═════ Dataset content ═════

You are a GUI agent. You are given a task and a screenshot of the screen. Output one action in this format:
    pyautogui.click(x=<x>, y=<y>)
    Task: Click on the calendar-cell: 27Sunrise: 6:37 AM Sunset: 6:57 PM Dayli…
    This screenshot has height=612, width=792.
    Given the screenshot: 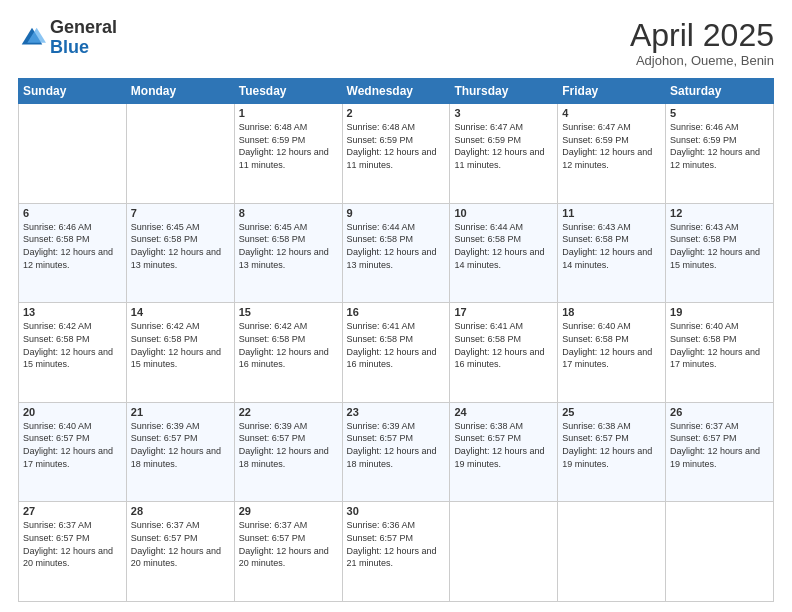 What is the action you would take?
    pyautogui.click(x=73, y=552)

═════

Required action: Print the records above verbatim from their first line to the line containing "Task: Click on", both included, and stop there.

Solution to the exercise:
You are a GUI agent. You are given a task and a screenshot of the screen. Output one action in this format:
    pyautogui.click(x=<x>, y=<y>)
    Task: Click on the calendar-cell: 27Sunrise: 6:37 AM Sunset: 6:57 PM Dayli…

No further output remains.